> _EXERCISE DESCRIPTION_:
Set down, word for word, the line with "Find the location" and the lines after it through the final line of the data below, without pictures.

====== DATA SECTION

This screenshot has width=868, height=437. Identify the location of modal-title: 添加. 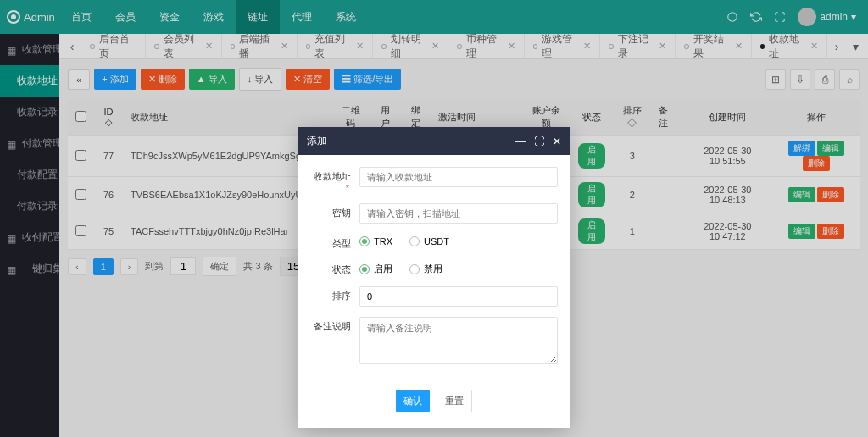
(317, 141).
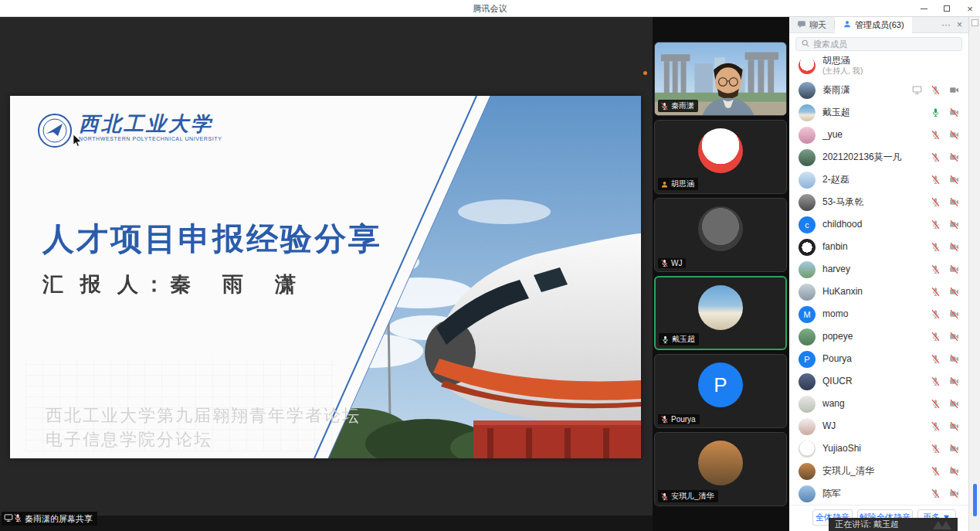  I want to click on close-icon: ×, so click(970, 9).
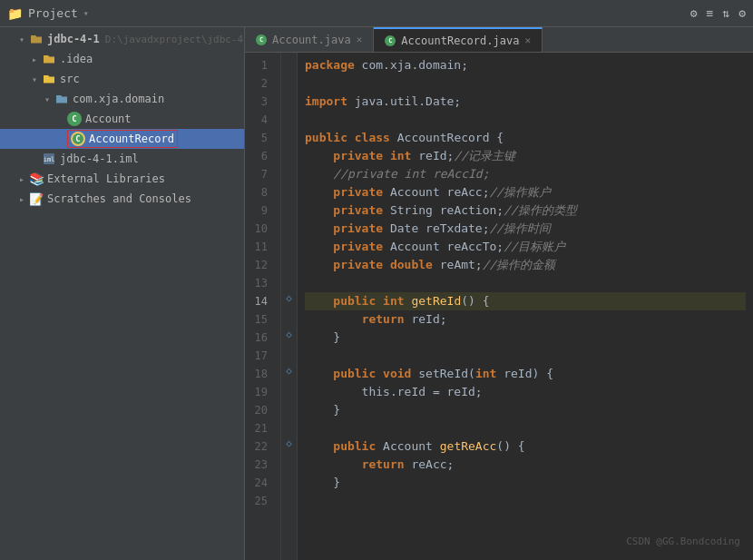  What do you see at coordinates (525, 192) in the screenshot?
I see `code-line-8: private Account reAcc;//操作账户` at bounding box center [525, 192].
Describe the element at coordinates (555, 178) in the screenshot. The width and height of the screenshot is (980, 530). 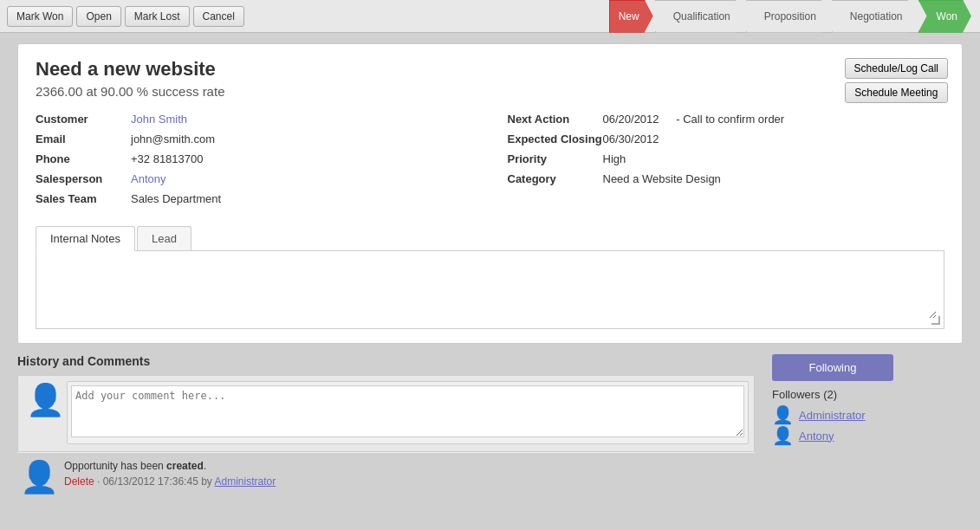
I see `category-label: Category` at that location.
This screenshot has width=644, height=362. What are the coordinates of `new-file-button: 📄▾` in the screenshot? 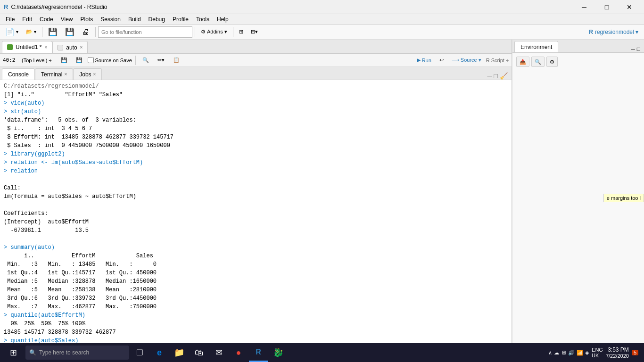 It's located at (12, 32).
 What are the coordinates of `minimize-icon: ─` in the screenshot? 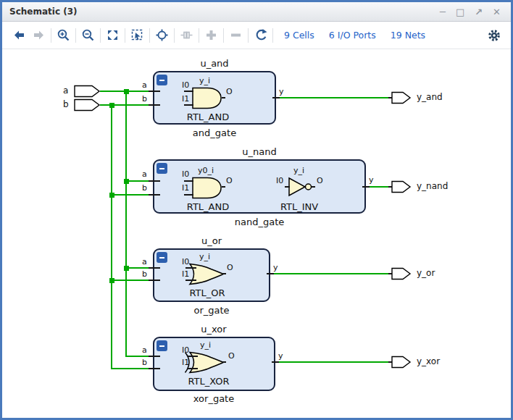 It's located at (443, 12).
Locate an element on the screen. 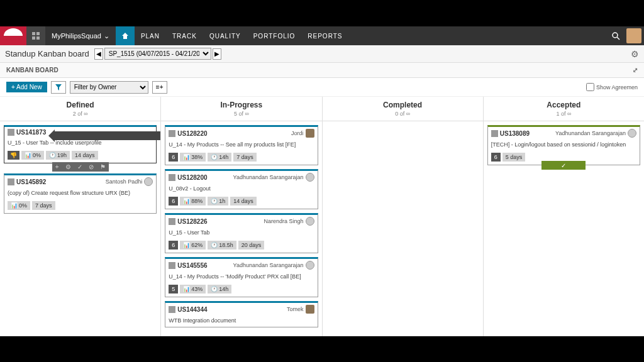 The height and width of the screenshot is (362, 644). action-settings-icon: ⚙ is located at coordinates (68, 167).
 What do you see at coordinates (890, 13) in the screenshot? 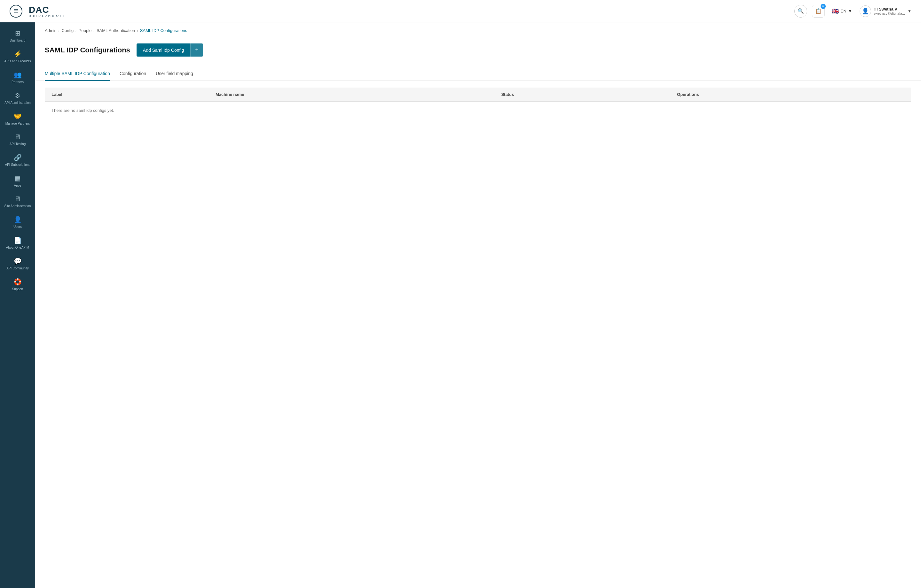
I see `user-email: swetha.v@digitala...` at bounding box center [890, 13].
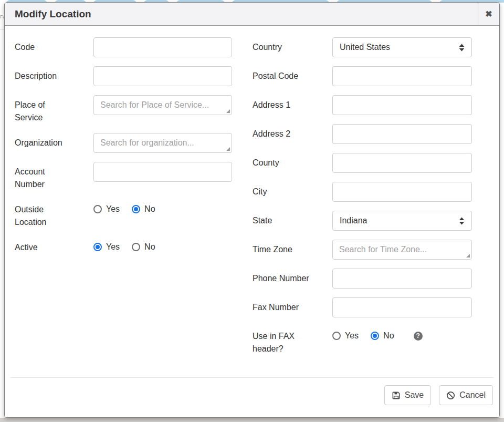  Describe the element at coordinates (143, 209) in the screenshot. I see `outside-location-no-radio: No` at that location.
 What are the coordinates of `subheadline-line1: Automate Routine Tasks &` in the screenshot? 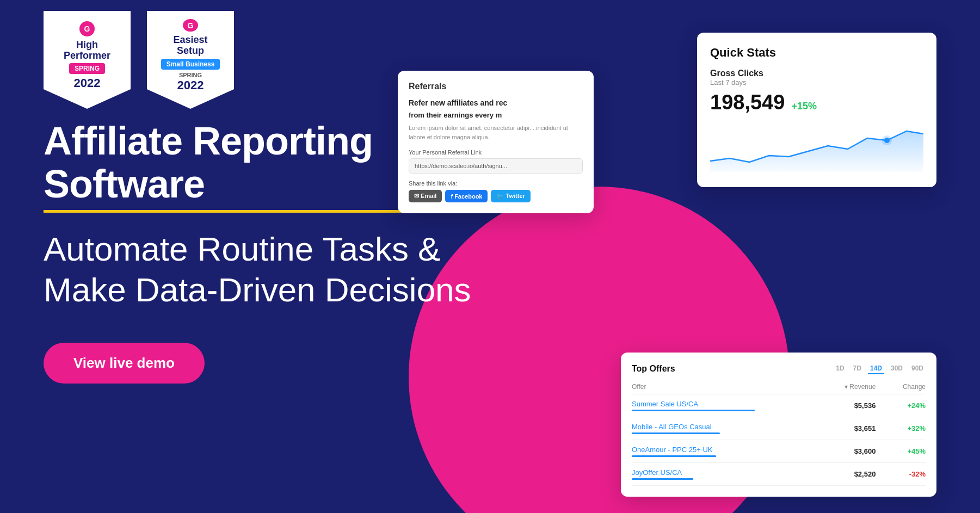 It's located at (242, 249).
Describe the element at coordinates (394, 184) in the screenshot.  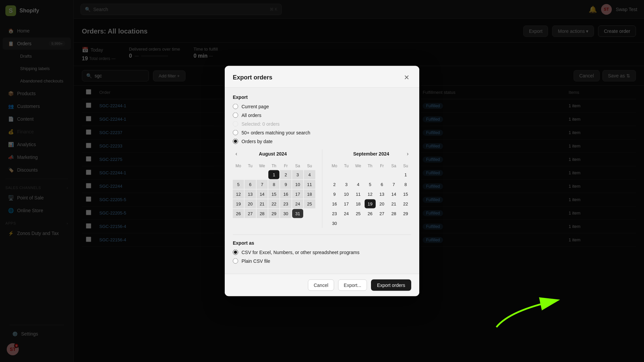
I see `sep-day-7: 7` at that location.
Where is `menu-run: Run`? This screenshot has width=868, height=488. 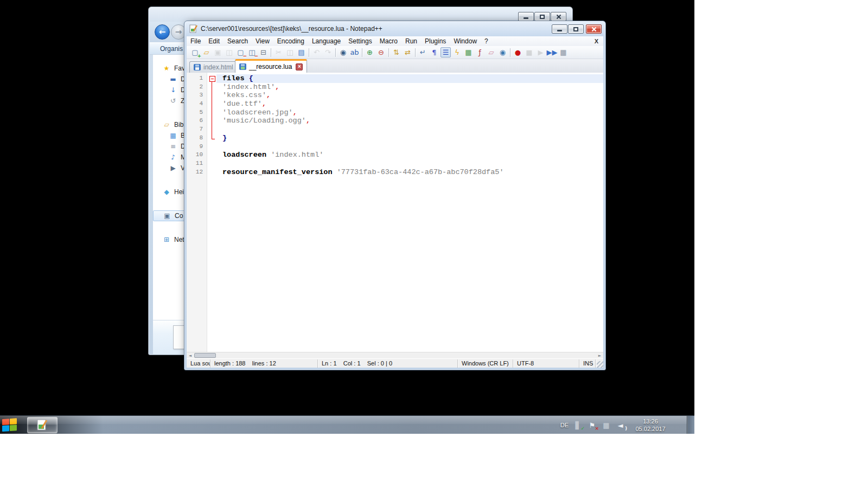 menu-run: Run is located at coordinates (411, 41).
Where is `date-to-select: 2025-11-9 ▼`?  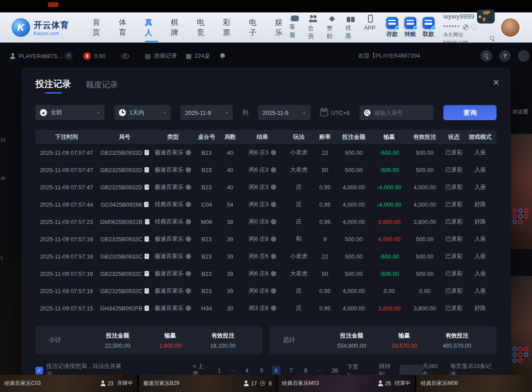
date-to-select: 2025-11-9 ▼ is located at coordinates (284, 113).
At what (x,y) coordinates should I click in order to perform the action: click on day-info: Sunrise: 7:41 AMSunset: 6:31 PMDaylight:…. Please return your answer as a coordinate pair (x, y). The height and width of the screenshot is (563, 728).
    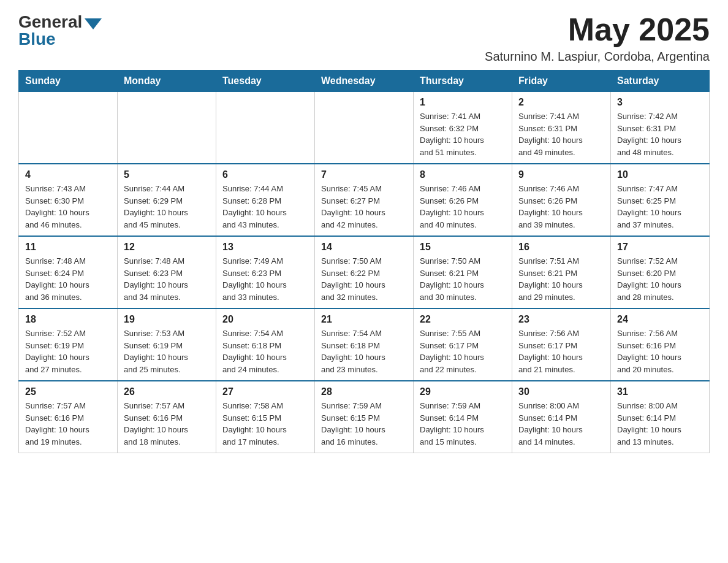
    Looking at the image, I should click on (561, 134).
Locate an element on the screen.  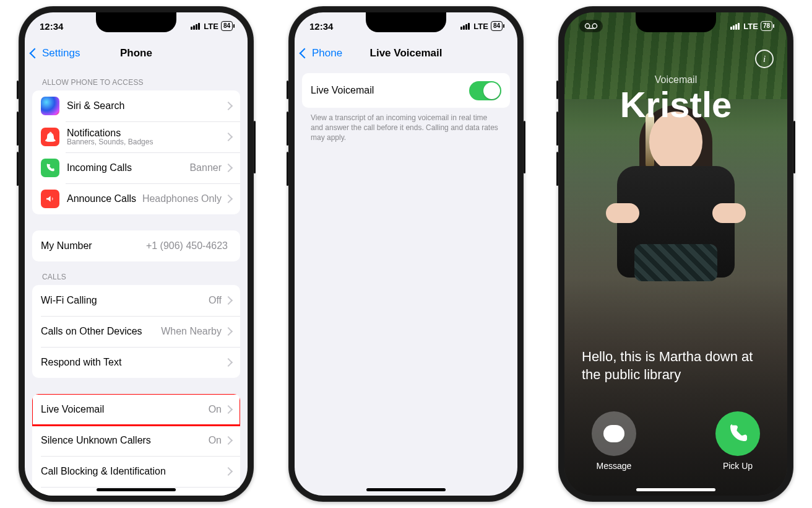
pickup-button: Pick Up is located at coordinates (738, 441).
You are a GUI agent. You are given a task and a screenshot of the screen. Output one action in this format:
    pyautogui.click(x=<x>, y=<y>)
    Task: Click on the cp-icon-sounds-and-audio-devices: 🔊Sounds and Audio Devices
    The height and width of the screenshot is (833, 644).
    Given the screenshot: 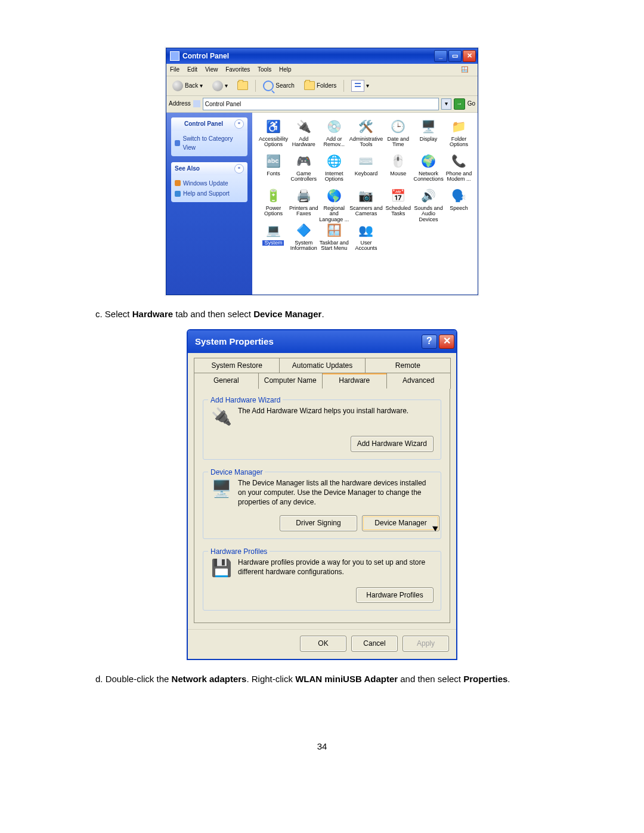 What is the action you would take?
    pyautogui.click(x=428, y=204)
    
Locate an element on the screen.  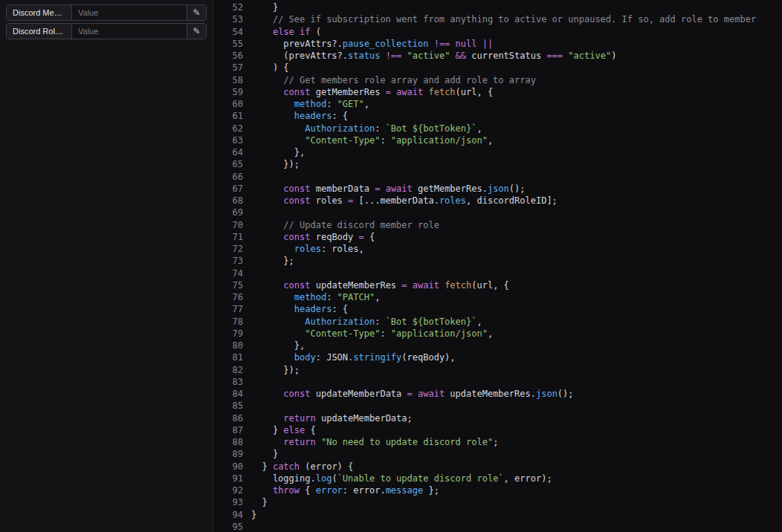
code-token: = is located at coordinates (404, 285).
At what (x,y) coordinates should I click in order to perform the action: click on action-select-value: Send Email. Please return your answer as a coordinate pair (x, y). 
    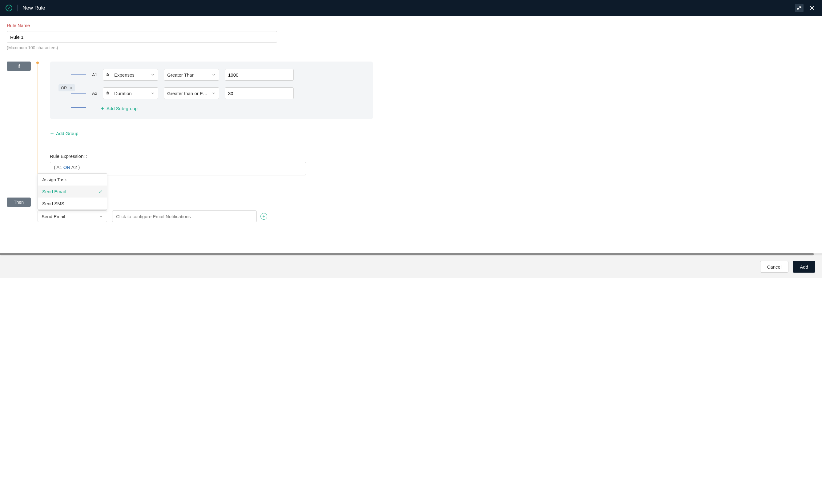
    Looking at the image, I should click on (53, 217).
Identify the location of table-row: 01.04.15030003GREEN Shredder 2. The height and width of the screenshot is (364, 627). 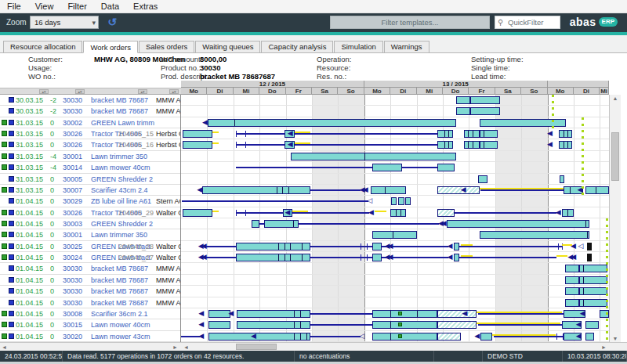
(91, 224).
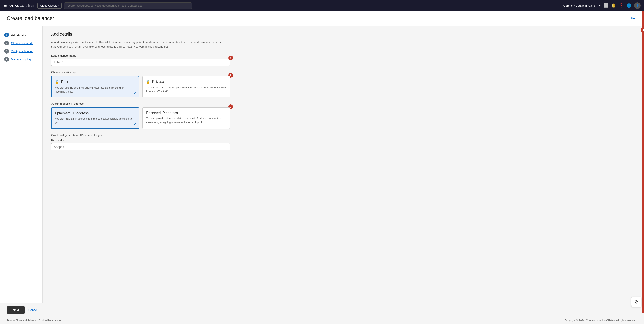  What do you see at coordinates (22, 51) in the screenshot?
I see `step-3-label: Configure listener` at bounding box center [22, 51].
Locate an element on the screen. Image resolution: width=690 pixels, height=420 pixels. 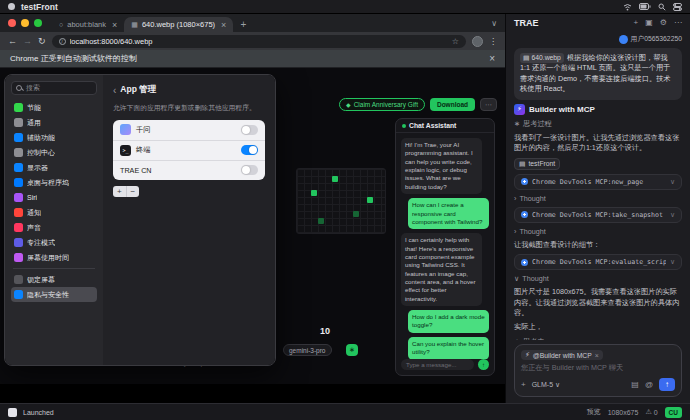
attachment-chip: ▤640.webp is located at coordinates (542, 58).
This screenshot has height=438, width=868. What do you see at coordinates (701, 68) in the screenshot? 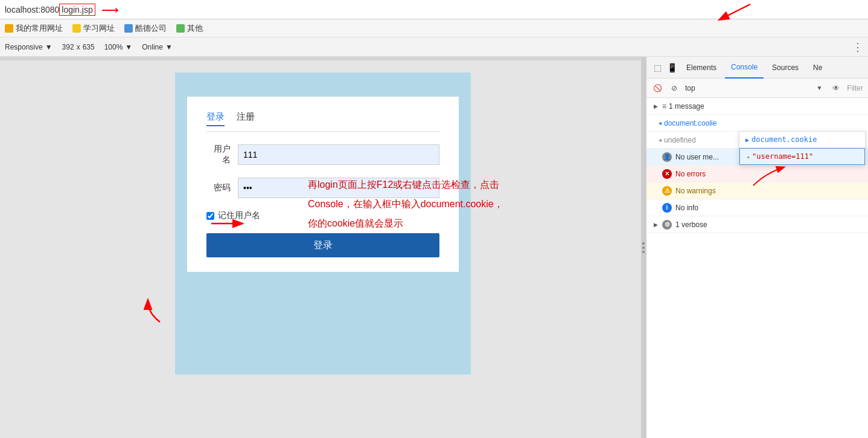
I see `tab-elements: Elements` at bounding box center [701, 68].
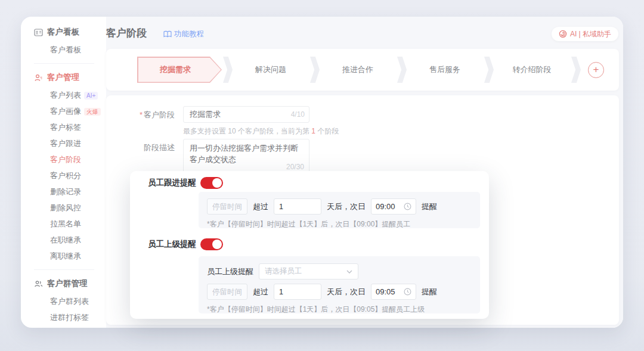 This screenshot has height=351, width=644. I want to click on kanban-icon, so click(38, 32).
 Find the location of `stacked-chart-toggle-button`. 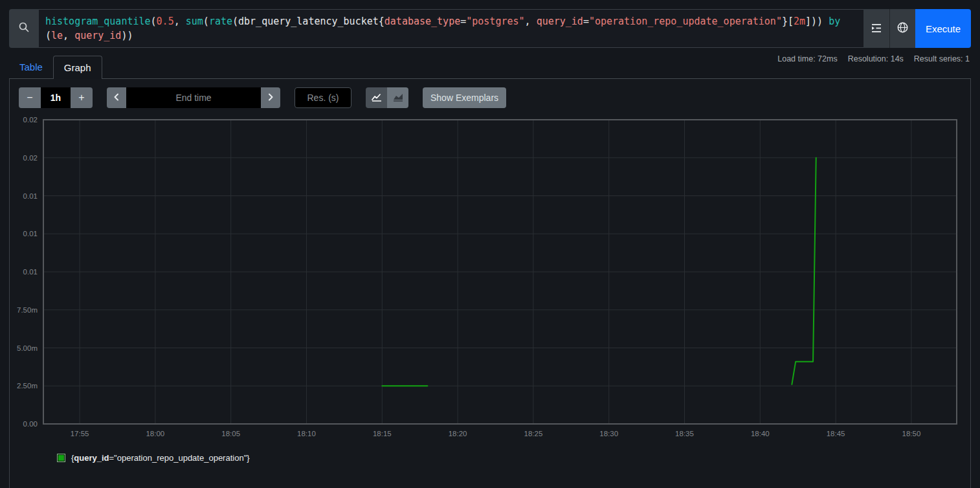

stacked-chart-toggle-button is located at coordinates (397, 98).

============

> _EXERCISE OUTPUT_:
 Find the location of `stacked-chart-toggle-button`. 

stacked-chart-toggle-button is located at coordinates (397, 98).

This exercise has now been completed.